Rooted in Aloha: Uplifting Native Hawaiian Students through Culturally Grounded Special Education
Summer Ursua is a Special Education Teacher at ʻEwa Makai Middle School on the island of Oʻahu in Hawaiʻi.
How one educator is rewriting the narrative for keiki with exceptionalities through ancestral wisdom, aloha ʻāina, and the power of identity.
Background & Journey: A Calling Rooted in Culture
When I began teaching in 2016, I was moved by the disproportionate representation of Native Hawaiian keiki in special education—39% of the special education population, but only 26% of the overall public-school enrollment. These were not just numbers; these were our children—and I knew I had to be part of the change.
Becoming a special educator became a way to restore, revitalize, and normalize being Kanaka in a system that too often overlooks us. I bring Hawaiian values like lōkahi (unity), mālama (caring), and kuleana (responsibility) into my classroom, and I watch our keiki come alive when they see themselves in our mo’olele (stories), oli (chants), and ‘āina land.
Teaching Through a Native Hawaiian Lens
My Native Hawaiian identity isn’t separate from my teaching—it is the foundation. The aloha spirit—a way of life built on compassion, harmony, and love—guides how I support every student. I never look at a child as “less than” because of a label. I look at what gifts they bring into our space. I advocate from a place of strength, not deficit.

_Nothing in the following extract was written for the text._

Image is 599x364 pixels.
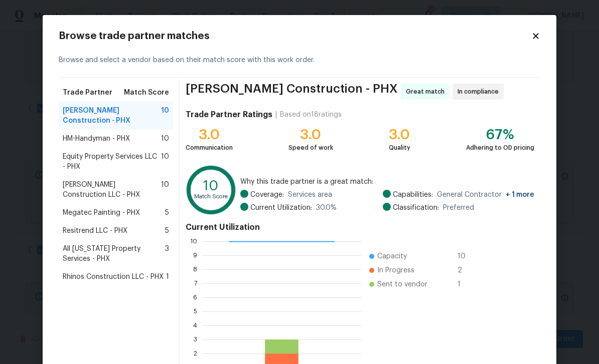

By weaving in practices like moʻolelo (storytelling), kilo (observation), and oli (chants), I help students connect to their learning in ways that feel meaningful and affirming.
ʻIke Kūpuna & Aloha ʻĀina in Practice
Our ancestral knowledge—ʻike kūpuna—teaches us that wisdom is passed down, not discovered. It’s my kuleana to share that with students. Aloha ʻāina (love of the land) helps them recognize that they are not alone—they are part of a lineage of navigators, cultivators, and scholars.
Classroom values like laulima (cooperation) and hoʻoponopono (making things right) allow students with exceptionalities to thrive in a community that sees them fully.
Place-Based Pedagogy & Identity Work
In Hawaiʻi, we are our ʻāina. I take students to our mountain and watershed we represent—not as a field trip, but as a return home. We are descendants of this land, and I want students to understand that who they are is tied to where they come from.
Using traditional measurement in math, native plants in science, or family moʻolelo in literacy, I embed culture into content. The result? Students who are not only engaged but also empowered.
Honoring the Whole Child
Culture is not background noise—it’s the foundation for values, choices, and purpose. I see each child as a living moʻolelo. I don’t teach to fill empty vessels; I teach to uncover who they already are.
Their exceptionality doesn’t define them—it's just one piece of a complex identity filled with resilience, brilliance, and gifts rooted in their culture.
Barriers in the System
Too often, our students feel they are “not enough” because curriculum centers perspectives foreign to their lived experience. For Native Hawaiian students with disabilities, this creates a double burden: navigating learning differences and an education system that marginalizes their worldview.
Our textbooks must change. Our lessons must change. Our systems must evolve to reflect and uplift Indigenous voices.
A Blueprint for Educators
Supporting Native Hawaiian students with exceptionalities means beginning with the child, not the label. I always ask three things:
- What is your name?
- Where are you from?
- What is your gift?
Names have mana (power), and it is our ‘āina that grounds our identity. Gifts are what give us our purpose.
If we honor who our keiki are, they will rise. If we center moʻolelo, cultural strength, and community, we create classrooms where Native Hawaiian learners aren’t just accommodated—they thrive.
Native Hawaiian Heritage Month: A Call to the Special Education Community
As we celebrate Native Hawaiian Heritage Month, I reflect on the wisdom and resilience of Queen Liliʻuokalani, our last reigning monarch. Even as her nation was taken away illegally, she remained ʻonipaʻa—steadfast in her love for her people, her culture, and her belief in the power of knowledge.
Her motto, “E ʻOnipaʻa i ka ʻimi naʻauao” – Be steadfast in the seeking of knowledge – calls us as educators to commit deeply to the work of inclusion, not just in theory, but in practice.
True inclusion means:
- Seeing cultural identity as an asset, not a barrier
- Integrating Indigenous knowledge systems into our pedagogy
- Recognizing that diversity is excellence
We must be more than inclusive—we must be intentional. We must be unwavering in our belief that every child’s cultural background is part of their brilliance.
To my fellow special educators: Be ʻonipaʻa (steadfast). Be the champion your keiki need. Create spaces where their culture is not only present—but celebrated. Honor the fullness of who they are, and never give up on them.
Advocate always—for your students, for their families, and our lāhui (Hawaiian people). Let us rise together, rooted in purpose, guided by aloha.